Creative feeding is going to be the minor challenge, littering the tank with uneaten food so that enough lands on the corals a couple times a week w bring algae issues. consider a little trick like this, add to this type of approach over time as you want to pack feed into the corals not around them:

for your first few frags, they can all be set plug included in the sand at feeding time or left there a while out of convenience. zoanthids, a candy coral head glued to a frag plug, perhaps a little chip of brain coral, envision instead of casting food all over the tank you scoot em close together on the sand, then take a small cup creatively weighted down and you invert it over them, capping into place.

you inject the feed into a hole in the cup :)

they eat cuz its contained, leave it about 30 mins. stick a siphon tube into the hole and siphon with an airline back out some waste feed.

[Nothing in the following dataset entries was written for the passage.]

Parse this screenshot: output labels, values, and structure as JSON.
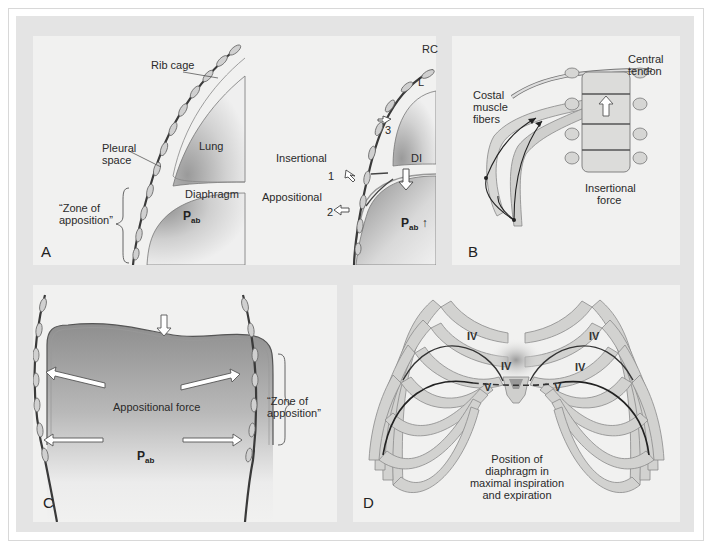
{
  "figure": {
    "colors": {
      "page": "#ffffff",
      "frame_bg": "#e4e4e4",
      "panel_bg": "#f1f1f0",
      "bone": "#d4d4d2",
      "bone_outline": "#8a8a8a",
      "diaphragm_dark": "#8d8d8d",
      "line": "#333333"
    }
  },
  "panels": {
    "A": {
      "letter": "A",
      "left": {
        "rib_cage": "Rib cage",
        "pleural_space_1": "Pleural",
        "pleural_space_2": "space",
        "lung": "Lung",
        "diaphragm": "Diaphragm",
        "zone_1": "“Zone of",
        "zone_2": "apposition”",
        "pab_main": "P",
        "pab_sub": "ab"
      },
      "right": {
        "rc": "RC",
        "l": "L",
        "num3": "3",
        "insertional": "Insertional",
        "num1": "1",
        "di": "DI",
        "appositional": "Appositional",
        "num2": "2",
        "pab_main": "P",
        "pab_sub": "ab",
        "pab_arrow": "↑"
      }
    },
    "B": {
      "letter": "B",
      "central_1": "Central",
      "central_2": "tendon",
      "costal_1": "Costal",
      "costal_2": "muscle",
      "costal_3": "fibers",
      "insertional_1": "Insertional",
      "insertional_2": "force"
    },
    "C": {
      "letter": "C",
      "appositional_force": "Appositional force",
      "pab_main": "P",
      "pab_sub": "ab",
      "zone_1": "“Zone of",
      "zone_2": "apposition”"
    },
    "D": {
      "letter": "D",
      "rib_labels": [
        "IV",
        "IV",
        "IV",
        "IV",
        "V",
        "V"
      ],
      "caption_1": "Position of",
      "caption_2": "diaphragm in",
      "caption_3": "maximal inspiration",
      "caption_4": "and expiration"
    }
  }
}
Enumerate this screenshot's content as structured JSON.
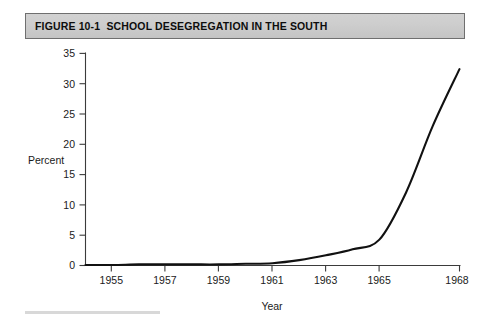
{
  "figure": {
    "title": "FIGURE 10-1  SCHOOL DESEGREGATION IN THE SOUTH",
    "title_bar_color": "#cdcdcd",
    "title_border_color": "#6f6f6f",
    "line_color": "#111111",
    "axis_color": "#3b3b3b",
    "background_color": "#ffffff"
  },
  "chart_data": {
    "type": "line",
    "title": "FIGURE 10-1  SCHOOL DESEGREGATION IN THE SOUTH",
    "subtitle": "",
    "xlabel": "Year",
    "ylabel": "Percent",
    "xlim": [
      1954,
      1968
    ],
    "ylim": [
      0,
      35
    ],
    "grid": false,
    "legend_position": "none",
    "x_ticks": [
      1955,
      1957,
      1959,
      1961,
      1963,
      1965,
      1968
    ],
    "x_tick_labels": [
      "1955",
      "1957",
      "1959",
      "1961",
      "1963",
      "1965",
      "1968"
    ],
    "y_ticks": [
      0,
      5,
      10,
      15,
      20,
      25,
      30,
      35
    ],
    "y_tick_labels": [
      "0",
      "5",
      "10",
      "15",
      "20",
      "25",
      "30",
      "35"
    ],
    "series": [
      {
        "name": "Percent of black students in desegregated schools in the South",
        "x": [
          1954,
          1955,
          1956,
          1957,
          1958,
          1959,
          1960,
          1961,
          1962,
          1963,
          1964,
          1965,
          1966,
          1967,
          1968
        ],
        "values": [
          0.0,
          0.0,
          0.1,
          0.1,
          0.1,
          0.1,
          0.2,
          0.3,
          0.8,
          1.6,
          2.6,
          4.2,
          12.0,
          23.0,
          32.4
        ]
      }
    ],
    "annotations": []
  },
  "axis_titles": {
    "y": "Percent",
    "x": "Year"
  }
}
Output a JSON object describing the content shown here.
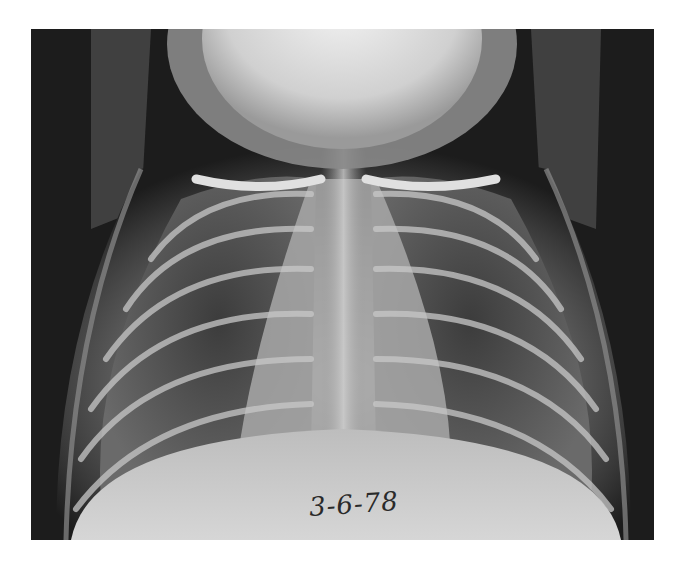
{
  "image": {
    "type": "chest radiograph (frontal view)",
    "annotation": {
      "handwritten_date": "3-6-78"
    },
    "colors": {
      "background": "#ffffff",
      "film_dark": "#1c1c1c",
      "bone_bright": "#e6e6e6",
      "soft_tissue": "#9a9a9a"
    }
  }
}
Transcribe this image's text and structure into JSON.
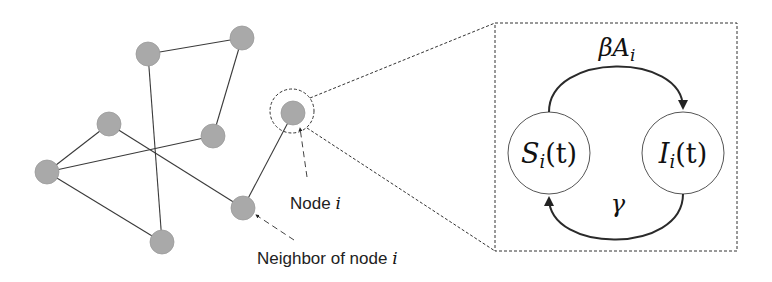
{
  "diagram": {
    "type": "network-with-SIS-inset",
    "network": {
      "nodes": [
        {
          "id": "A",
          "x": 148,
          "y": 54
        },
        {
          "id": "B",
          "x": 242,
          "y": 38
        },
        {
          "id": "C",
          "x": 109,
          "y": 124
        },
        {
          "id": "D",
          "x": 213,
          "y": 136
        },
        {
          "id": "E",
          "x": 47,
          "y": 172
        },
        {
          "id": "F",
          "x": 243,
          "y": 208
        },
        {
          "id": "G",
          "x": 162,
          "y": 242
        },
        {
          "id": "i",
          "x": 293,
          "y": 113
        }
      ],
      "edges": [
        [
          "A",
          "B"
        ],
        [
          "A",
          "G"
        ],
        [
          "B",
          "D"
        ],
        [
          "C",
          "E"
        ],
        [
          "C",
          "F"
        ],
        [
          "E",
          "D"
        ],
        [
          "E",
          "G"
        ],
        [
          "F",
          "i"
        ]
      ],
      "node_color": "#a9a9a9",
      "node_radius": 12
    },
    "annotations": {
      "node_label_prefix": "Node ",
      "node_label_var": "i",
      "neighbor_label_prefix": "Neighbor of node ",
      "neighbor_label_var": "i"
    },
    "inset": {
      "states": {
        "susceptible": {
          "symbol": "S",
          "sub": "i",
          "arg": "(t)"
        },
        "infected": {
          "symbol": "I",
          "sub": "i",
          "arg": "(t)"
        }
      },
      "transitions": {
        "infection": {
          "symbol": "βA",
          "sub": "i"
        },
        "recovery": {
          "symbol": "γ"
        }
      }
    }
  }
}
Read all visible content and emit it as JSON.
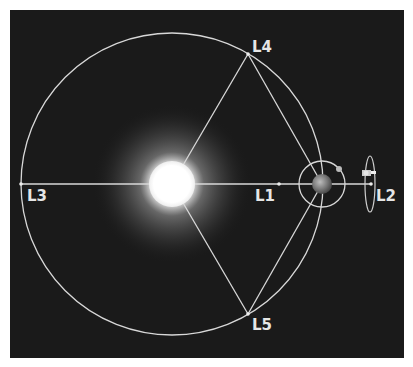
{
  "diagram": {
    "type": "lagrange-points",
    "background_color": "#1a1a1a",
    "line_color": "#d8d8d8",
    "labels": {
      "L1": "L1",
      "L2": "L2",
      "L3": "L3",
      "L4": "L4",
      "L5": "L5"
    },
    "bodies": {
      "sun": "Sun",
      "earth": "Earth",
      "moon": "Moon",
      "satellite": "Satellite"
    }
  }
}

lift cup turn on pumps you have fat corals and literally no waste. stuff like that is how you can easily not have to wait a long time for corals, feed is all they need and some decent average params.
 
Creative feeding is going to be the minor challenge, littering the tank with uneaten food so that enough lands on the corals a couple times a week w bring algae issues. consider a little trick like this, add to this type of approach over time as you want to pack feed into the corals not around them:

for your first few frags, they can all be set plug included in the sand at feeding time or left there a while out of convenience. zoanthids, a candy coral head glued to a frag plug, perhaps a little chip of brain coral, envision instead of casting food all over the tank you scoot em close together on the sand, then take a small cup creatively weighted down and you invert it over them, capping into place.

you inject the feed into a hole in the cup :)

they eat cuz its contained, leave it about 30 mins. stick a siphon tube into the hole and siphon with an airline back out some waste feed.

lift cup turn on pumps you have fat corals and literally no waste. stuff like that is how you can easily not have to wait a long time for corals, feed is all they need and some decent average params.
That is a creative way to do it. Thank you for the suggestion.